Tuesday, July 14, 2015

Idleness

I’ve been extremely and disgustingly idle this vacation. I blame the heat. I blame old age, the slowing down of my cerebral processes, and George W. Bush – because anything bad that happens in the world has to be blamed on George W. Bush. That’s my philosophy and I’m stickin’ with it.
However, my brain ain’t so slow that I’m going to take “idleness” as a self-evident description.
It strikes me, at least, that this idleness is connected with simultaneity, the temporal mode that characterizes modernity. Simultaneity is of industrial manufacture – it was produced as an effect of the steam driven printing press, the railroad, and the system of manufacture that came about in the nineteenth century, which has resulted in the fact that you can get strawberries all the year round in your local grocery store and that you can, if you want, breathlessly follow the crisis in Greece on computer and tv screens in ‘real time”.
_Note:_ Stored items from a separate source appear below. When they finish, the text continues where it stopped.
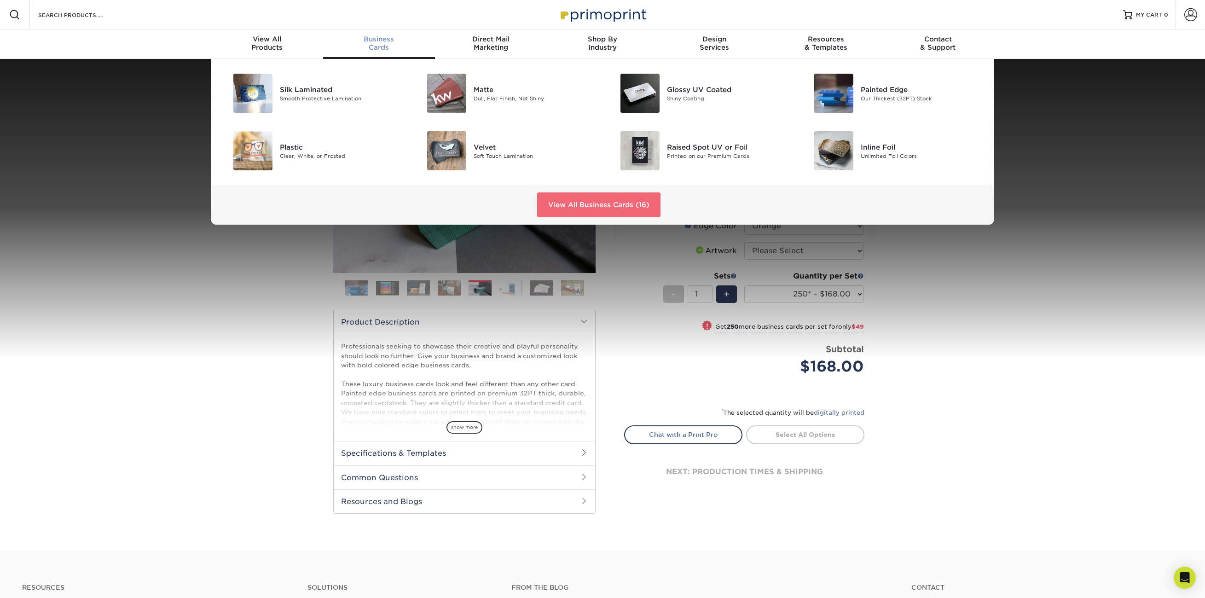  I want to click on h2: Resources and Blogs, so click(464, 501).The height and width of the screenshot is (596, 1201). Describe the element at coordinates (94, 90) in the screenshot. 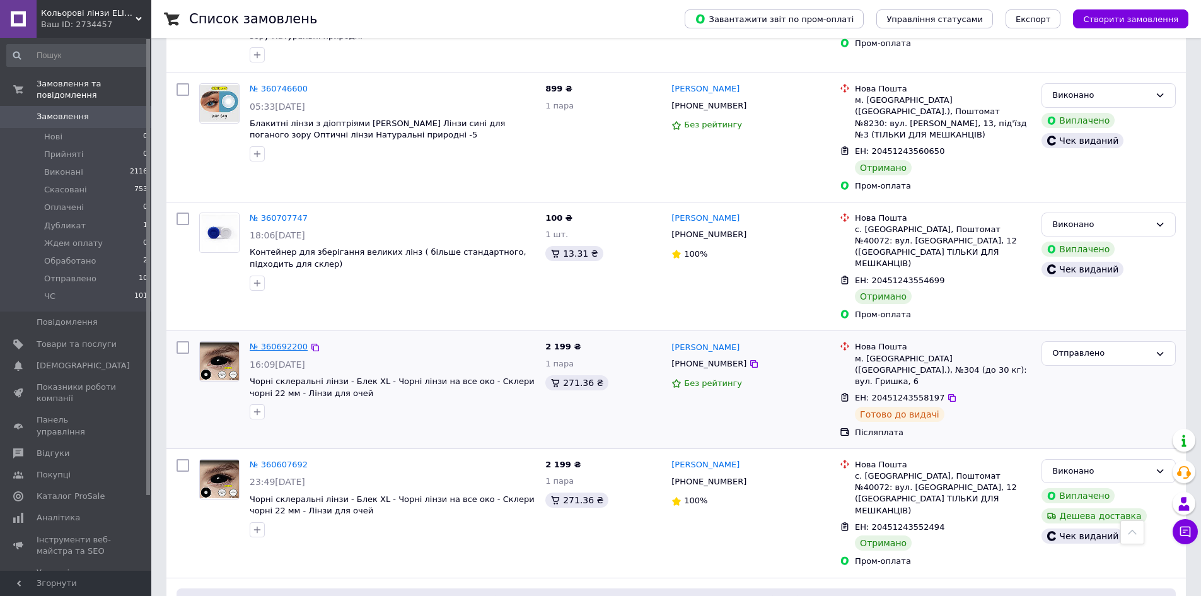

I see `span: Замовлення та повідомлення` at that location.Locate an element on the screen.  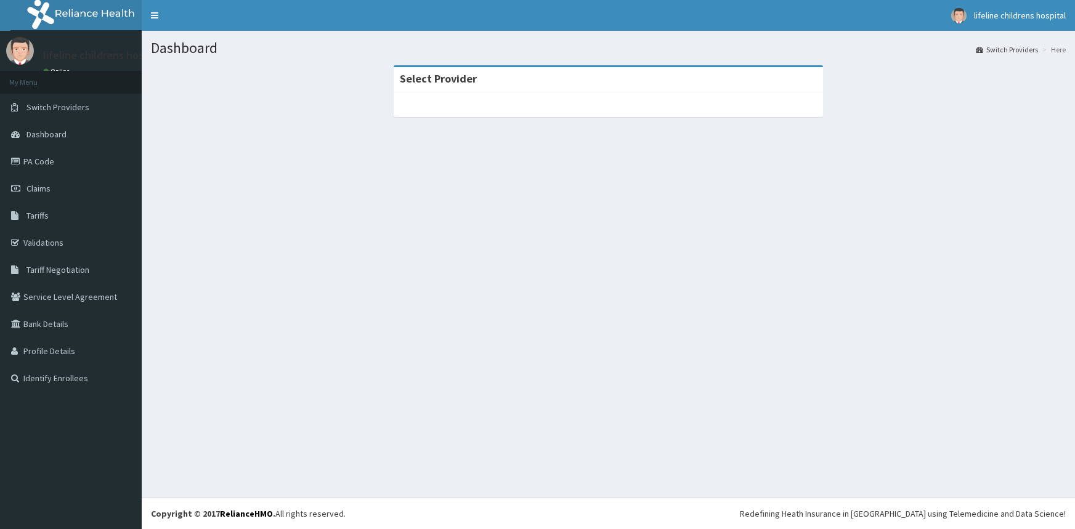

Idleness is falling out of the zone of the simultaneousness. Well, up to a point. I don’t breathlessly follow the news – I don’t even summon the usual indignation when reading about the plutocrats and crooks that lead the Western world, among others, and lead it badly while picking its pocket. And I tend to not miss the strawberries, instead indulging in the fruits of summer where I can find them at the corner marche. This, admittedly, is easier to do in Montpellier France, where I am writing this, than in Los Angeles, California.
Outside of the zone of the simultaneous, to which all our tasks and habits seem to attach themselves, I have to move forward in a dreamier space-time, the older, slower modes of past, present and future. Now, this should be ideal for writing a chapter in a novel – the chapter in my novel that I have been working on for the past three weeks – since after all, when we are idle, we reach for novels. Summer reading is, for many people, the only reading they ever do – that is, of the novelistic kind. Magazines of a certain type, too, tend to pile up on the picnic table – Paris Match, Vanity Fair, Elle, Healthy Living – as if now is the time to plunge into them. Of course, this isn’t entirely removed from the simultaneous world, as we often speaking of “catching up” with our reading – and “catching up” is the central imperative of the world of simultaneity, the glue that keeps it together.
The paradox is that I want my novel, I want my chapter, I want my characters to be fully charged with the “catching up” imperative, and even become something to be published and caught up with.  Fond hope!
Which is where my idleness has hit me broadsides. I can’t be bothered to catch up. And he who is  not busy catching up is surely not busy at all, and can only be tolerated in small increments.
In other words: all vacations have to end, my situationist friends. Sorry about that.